Ringfort (Rath), Ballymacprior, Co. Kerry
Co. Kerry |
Ringforts
Beneath the earthwork known as Coombeg Fort, or Cúm Beag, there was once a souterrain, a stone-lined underground passage or chamber typically associated with early medieval ringforts and used variously for storage, refuge, or concealment.
It is gone now, quarried away at some point, leaving only local memory and a note in the record. That small absence is, in its way, as telling as anything that survives.
The fort itself remains. Roughly circular in plan, it measures about 31 metres north to south and just under 30 metres east to west, with a bank that still stands 1.5 metres high on its outer face. That bank narrows to around a metre in width and drops about 75 centimetres on the interior side, giving the enclosed space a slightly raised, bowl-like quality. A rath, to use the Irish term, is the commonest type of early medieval settlement monument in Ireland, a raised earthen enclosure that would once have contained a farmstead or small household. This example sits in Ballymacprior on the Iveragh Peninsula in County Kerry, 235 metres east of a neighbouring monument, and faces the world through a northeast-facing entrance gap just over four metres wide. The name Cúm Beag translates loosely from Irish as "small hollow" or "small valley", which suits the modest, unassuming character of the place. The Iveragh Peninsula, best known today for the Ring of Kerry road, preserves a remarkable density of such monuments, catalogued by archaeologists Aidan O'Sullivan and Jerry Sheehan in their 1996 survey of the region for Cork University Press.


TASK INSTRUCTIONS: Within the material that follows, how many lines include the string "code"? Answer with the number and nothing more.
DATA SUPPLIED: Begin
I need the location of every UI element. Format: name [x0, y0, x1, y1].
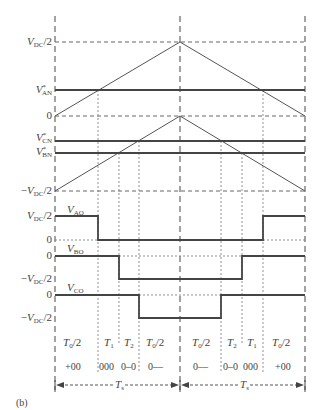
- label-v-ao: VAO: [67, 204, 84, 217]
- interval-label-5: T0/2: [192, 337, 210, 350]
- state-code-4: 0––: [148, 362, 163, 372]
- label-neg-vdc-half-bo: −VDC/2: [0, 273, 52, 286]
- interval-label-3: T2: [124, 337, 134, 350]
- arrowhead-icon: [181, 382, 189, 388]
- label-v-an-ref: V*AN: [0, 84, 52, 97]
- interval-label-2: T1: [104, 337, 114, 350]
- label-v-bn-ref: V*BN: [0, 146, 52, 159]
- interval-label-1: T0/2: [63, 337, 81, 350]
- arrowhead-icon: [171, 382, 179, 388]
- label-zero-bo: 0: [0, 250, 52, 261]
- arrowhead-icon: [56, 382, 64, 388]
- label-neg-vdc-half-co: −VDC/2: [0, 312, 52, 325]
- label-v-cn-ref: V*CN: [0, 132, 52, 145]
- arrowhead-icon: [296, 382, 304, 388]
- period-label-left: Ts: [114, 379, 125, 392]
- state-code-6: 0–0: [223, 362, 238, 372]
- label-zero-top: 0: [0, 110, 52, 121]
- label-vdc-half-top: VDC/2: [0, 36, 52, 49]
- interval-label-4: T0/2: [146, 337, 164, 350]
- label-zero-co: 0: [0, 289, 52, 300]
- state-code-2: 000: [99, 362, 114, 372]
- state-code-8: +00: [275, 362, 291, 372]
- label-vdc-half-ao: VDC/2: [0, 210, 52, 223]
- label-zero-ao: 0: [0, 234, 52, 245]
- period-label-right: Ts: [239, 379, 250, 392]
- state-code-5: 0––: [193, 362, 208, 372]
- label-v-co: VCO: [67, 282, 83, 295]
- panel-label: (b): [16, 398, 28, 408]
- label-neg-vdc-half-top: −VDC/2: [0, 185, 52, 198]
- state-code-1: +00: [65, 362, 81, 372]
- interval-label-8: T0/2: [272, 337, 290, 350]
- state-code-7: 000: [243, 362, 258, 372]
- interval-label-6: T2: [227, 337, 237, 350]
- interval-label-7: T1: [247, 337, 257, 350]
- state-code-3: 0–0: [121, 362, 136, 372]
- label-v-bo: VBO: [67, 243, 83, 256]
DATA SUPPLIED: End
ANSWER TO THIS EXERCISE: 8